After the fall of Rome partisan warfare in the countryside was intensified. So was sabotage by special action groups in towns. A series of strikes in northern cities in 1943 was capped in March 1944 by a general strike called by the CLN throughout the north. A million men and women responded and the strike lasted eight days. The Italian partisans became as numerous as any Resistance movement in Europe. By mid-1944 they numbered about 100,000 and were on their way to double or treble that strength before the war ended. Partisans killed, wounded or captured at least 50,000 Germans. Their own losses were heavy, particularly in areas where they assembled in large numbers and exposed themselves to organized German attack and also when the allied pressure was taken off the Germans and their northward advance blocked after the withdrawal of forces to France. Thirty-five thousand partisans lost their lives and another 20,000 were wounded. Another 10,000 civilians were killed in fights with the Germans or in reprisals. In addition 9,000 Italians were deported during the two years of direct German occupation, very few of whom were ever seen again.

As the winter of 1944 approached it became clear that the war would last into 1945. When General Alexander decided in November that he could undertake no further operations that year he advised the partisans too to suspend operations and go home.

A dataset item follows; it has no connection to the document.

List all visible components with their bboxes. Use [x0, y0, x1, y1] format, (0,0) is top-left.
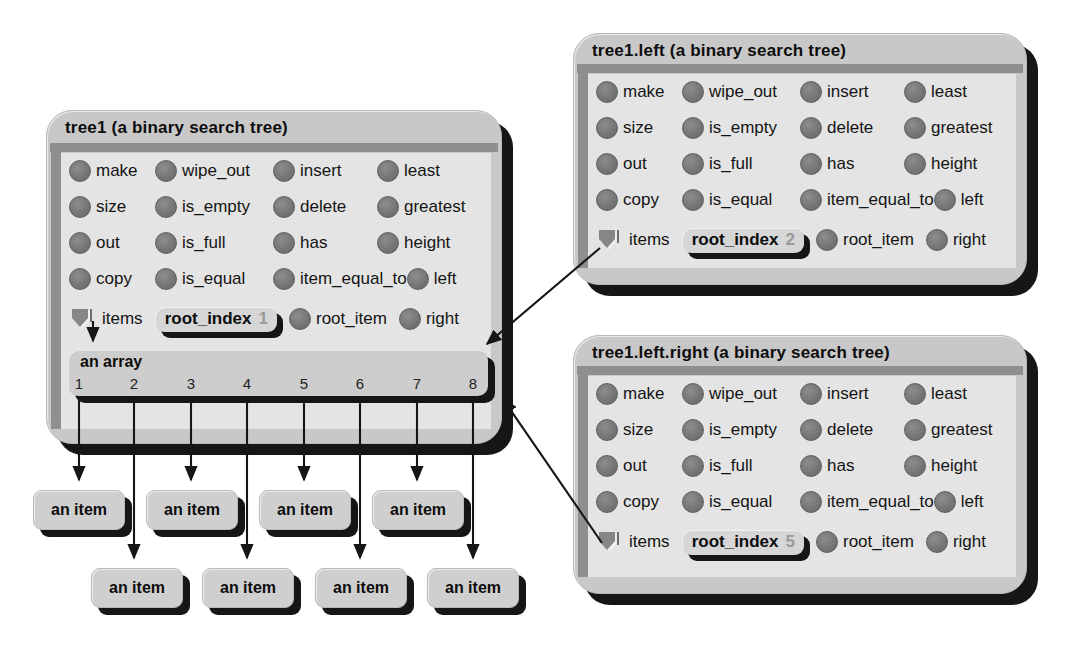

His message was broadcast en clair, so that it was received and read by German commanders who happened to be engaged at the time by substantial bodies of partisans. The partisans were infuriated by the message for many reasons. In the first place they could hardly go home without being arrested and shot. Further, they suspected that the allies wanted to deprive them of any share in the ultimate German collapse and make sure that the Germans should surrender to the Anglo-American command and not to any representatives of democratic Italy; they regarded the allied command as covert allies of the Right and knew that the popular rising with which they were preparing to end the war and inaugurate the new Italy was feared by the allies as a bloody communist revolution. They also resented the tone of the advice, which seemed to them too close to an order, and they had occasion to rue its consequences when the Germans, relieved of the necessity to bother about the allied armies, concentrated on the partisans and succeeded in killing thousands of them. Even Mussolini took heart and appeared in Milan and made a speech there.

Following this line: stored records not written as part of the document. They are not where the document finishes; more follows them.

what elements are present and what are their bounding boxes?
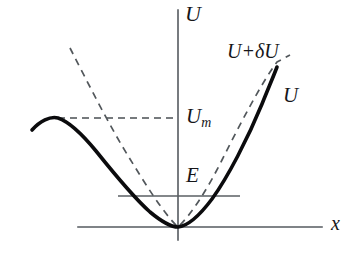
perturbed-potential-curve xyxy=(32,67,277,227)
u-axis-label: U xyxy=(185,3,201,25)
e-level-label: E xyxy=(186,165,199,186)
x-axis-label: x xyxy=(331,213,340,233)
potential-energy-figure: U x Um E U+δU U xyxy=(0,0,360,258)
um-level-label: Um xyxy=(186,106,211,130)
plot-canvas xyxy=(0,0,360,258)
harmonic-potential-curve xyxy=(70,48,290,227)
perturbed-curve-label: U+δU xyxy=(227,41,279,61)
um-level-label-subscript: m xyxy=(201,115,211,130)
um-level-label-base: U xyxy=(186,104,201,128)
harmonic-curve-label: U xyxy=(283,85,298,106)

The weather added to the stock of partisan troubles. The winter of 1944–5 was severe and the partisans suffered from it more than the German regular troops. But they were determined not to cease from their operations or to forgo their claim to be the liberators of Italy. They survived and, as the overall position of the Germans became more and more hopeless, they were able to renew the offensive in the spring. In April, when the Fifth and Eighth Armies launched their final attack, the northern cities rose; in Genoa 9,000 Germans surrendered to Italians and other great cities were captured by partisans. So was Mussolini who, politically, had survived the king after all and was trying in these last days to come to terms with the allies behind the backs of the Germans and through Cardinal Ildefonso Schuster, the Archbishop of Milan. At a meeting in the archiépiscopal palace of Milan on 25 April Mussolini learned that the Germans in Italy were negotiating with the allies behind his back and he thereupon dropped his own negotiations and set off for the Swiss border. He was captured and then recognized by partisans on 27 April and was shot the next day with his mistress Clara Petacci outside a small village. Their bodies with those of other fascists were displayed a day later upside down in front of a filling station in a square in Milan. They were suspended by meat hooks.